Housing affordability data shows shortcomings of using the standard method for housing delivery, says Peter Brampton, senior planner for Savills’ central planning team, which operates across the Thames Valley.
The latest housing affordability data, released in March, has highlighted the limited effectiveness of the standard method for calculating local housing need in ensuring enough new homes are built.
According to the 2024 standard method, we need to build 291,000 homes each year in England – a fall of 1.8 per cent from the 296,000 new homes figure calculated in 2023. This has been driven by strong wage growth across the country of 5.5 per cent, outpacing the rate of house price growth, which averaged 4.3 per cent – suggesting that homes have become more affordable, and therefore producing a lower housing need figure for all regions.
The most significant falls have been in the South East and East of England, where housing need was calculated to fall by over 2.5 per cent over the course of the year – a combined loss of 2,000 homes. However, affordability remains constrained in these regions, with a ratio of house prices to earnings of 9.65 in the East of England and 10.39 in the South East.
More locally, the ratio is 11.00 in South Oxfordshire, 11.71 in Oxford, 11.6 in Buckinghamshire, 9.65 in Slough, and 14.21 in Windsor and Maidenhead. Given this, the idea that the standard method accurately reflects the reality of housing need in our region is highly debatable. Not least because nationally, average monthly mortgage payments rose from 20.4 per cent of income at the end of 2021 to 30.6 per cent in the last three months of 2023.
The standard method calculation fails to address the historic shortfall in delivery against housing need. In the three years to March 2023, there was a national shortfall of approximately 22 per cent against the calculated housing need for that period, which is not accounted for within the standard method.
Furthermore, the standard method continues to use 2014 based data for household projections, another key input. The 2021 census shows the significant population growth driven by net migration that again is not reflected in the 2024 methodology.
Local planning authorities in this region risk compounding the situation. For example, the recent Preferred Options version of the emerging Joint Plan 2041 for South Oxfordshire and the Vale of White Horse proposes to meet only the standard method calculation using the 2022 affordability ratio. But national planning policy is clear; that the standard method is an advisory starting point for establishing housing requirement for the area.

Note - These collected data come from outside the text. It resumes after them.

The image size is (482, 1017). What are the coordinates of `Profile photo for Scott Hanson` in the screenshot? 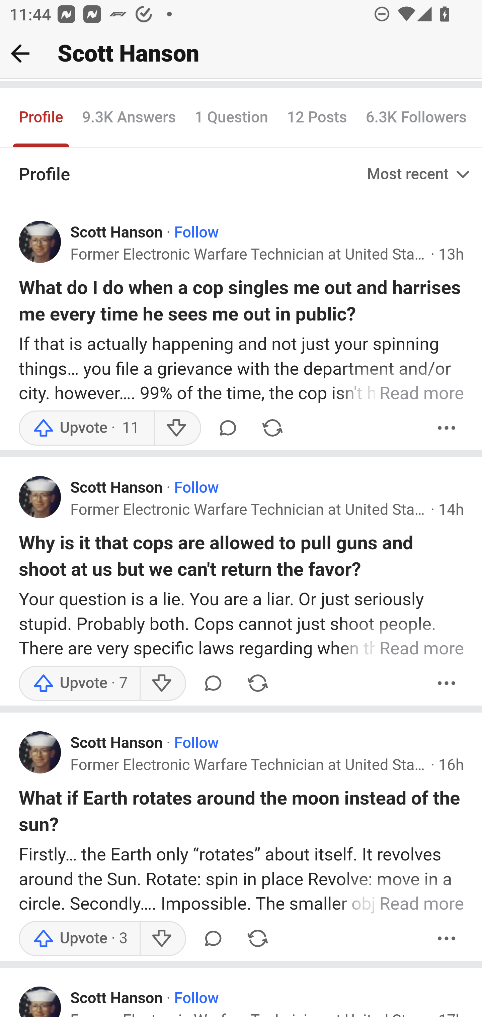 It's located at (40, 498).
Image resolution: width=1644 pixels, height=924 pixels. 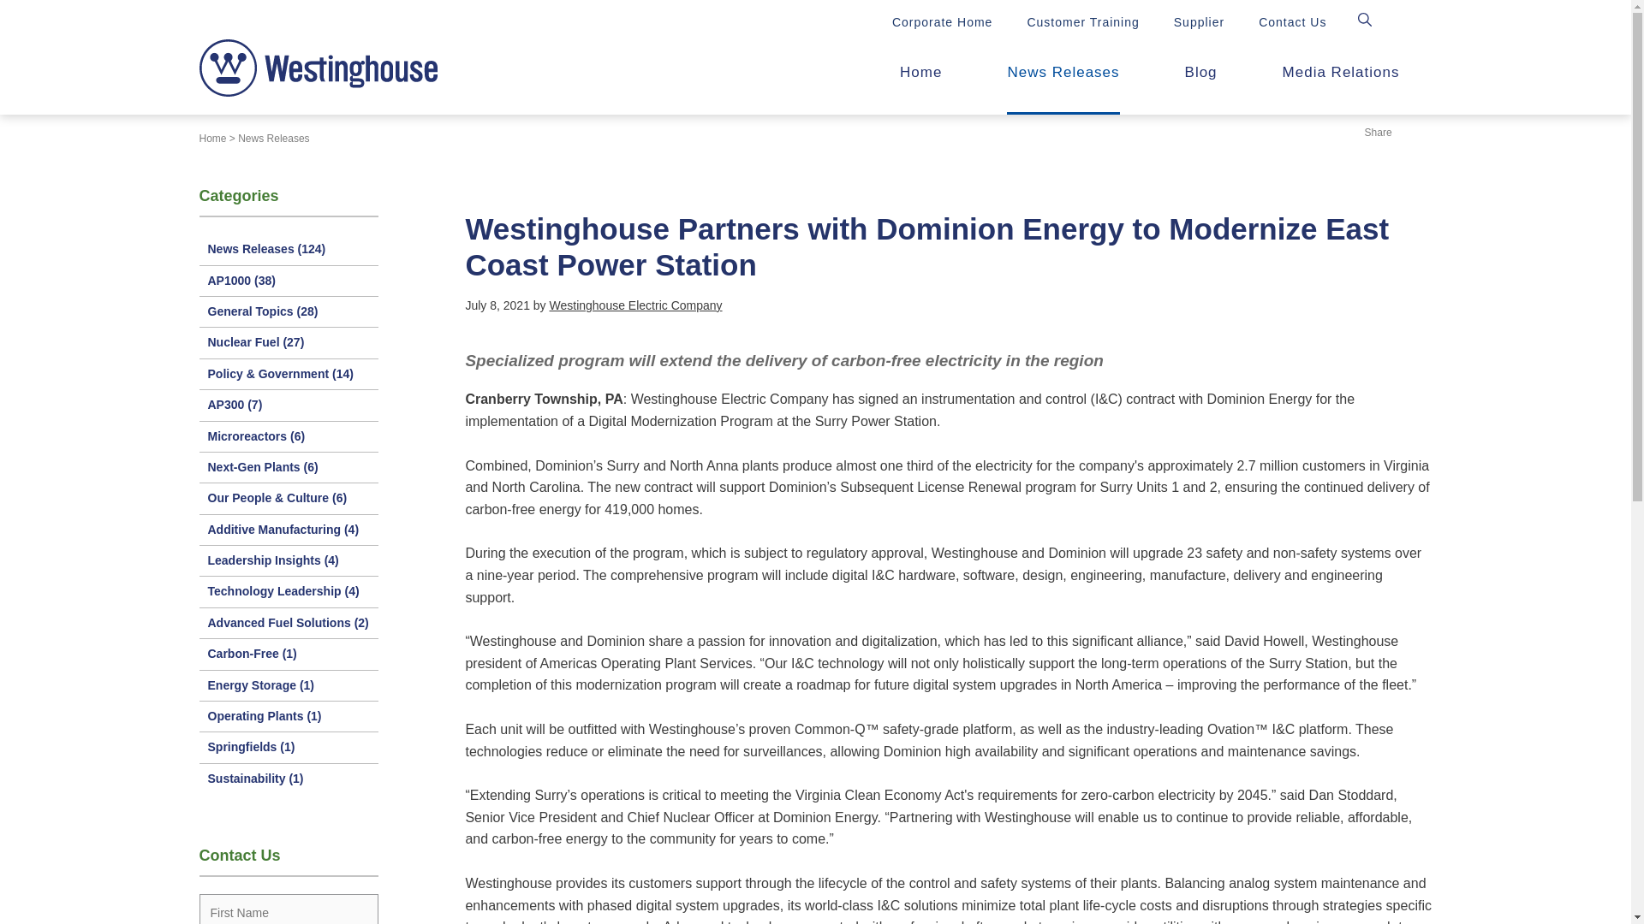 I want to click on Home, so click(x=212, y=139).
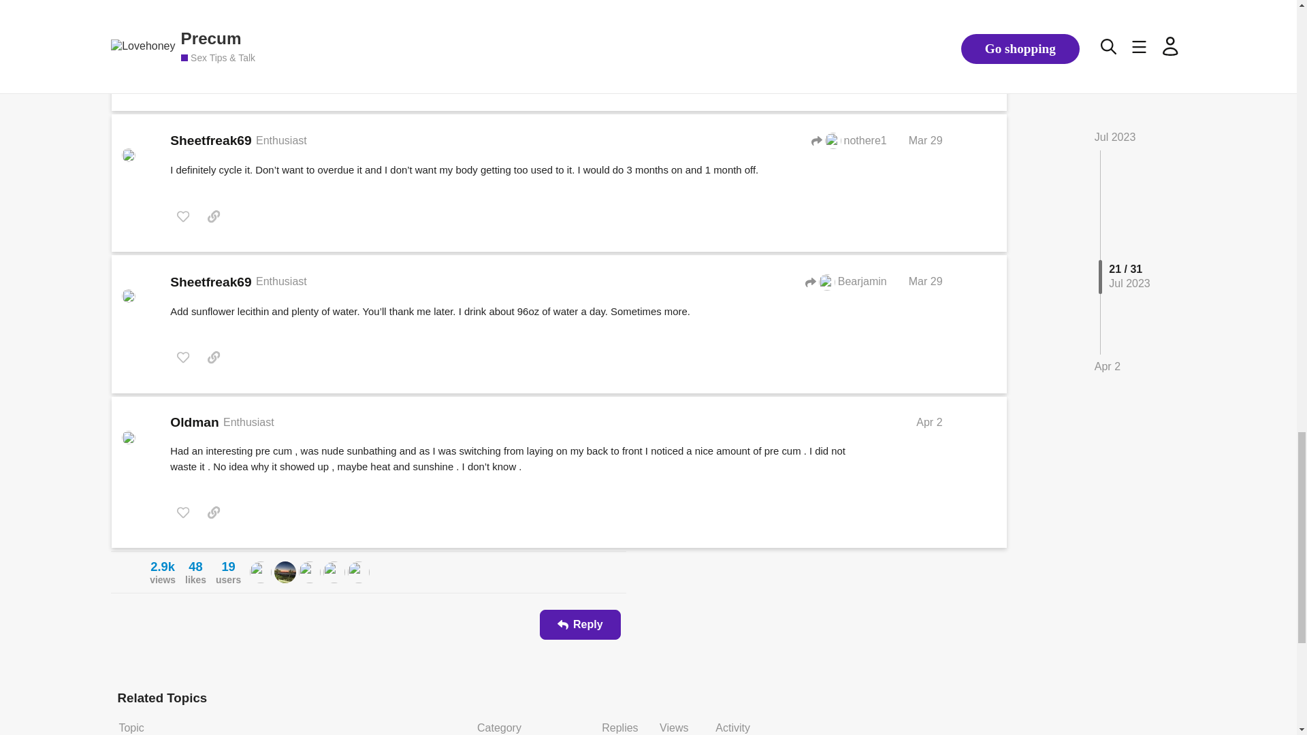 Image resolution: width=1307 pixels, height=735 pixels. Describe the element at coordinates (334, 572) in the screenshot. I see `Mercyun` at that location.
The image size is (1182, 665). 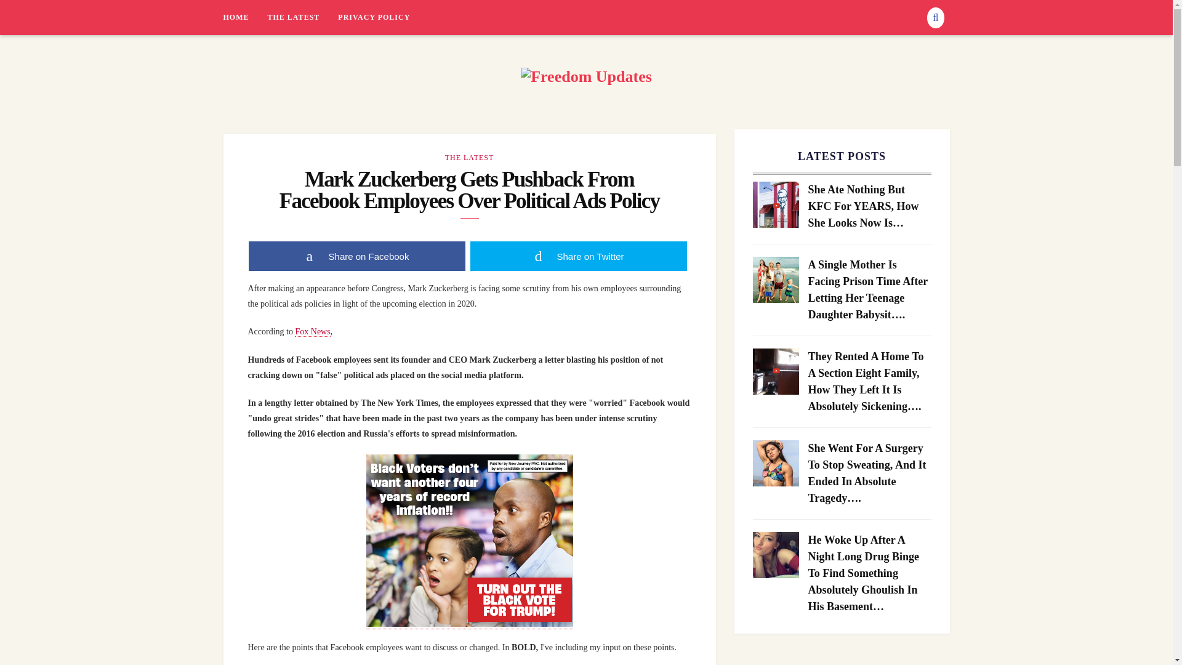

In contrast, Oxford City commissioned a new Housing Needs Assessment, jointly with Cherwell District Council, to inform its now submitted Local Plan 2040. This does take account of the latest demographic data, but also butts against the known capacity constraints in the city, resulting in increased unmet need, for which the solution remains unclear.
It remains to be seen how the next Local Plans in Buckinghamshire and Windsor and Maidenhead will choose to engage with the particularly acute affordability issues they face.
But it appears relying on the current standard method calculation alone will not be sufficient.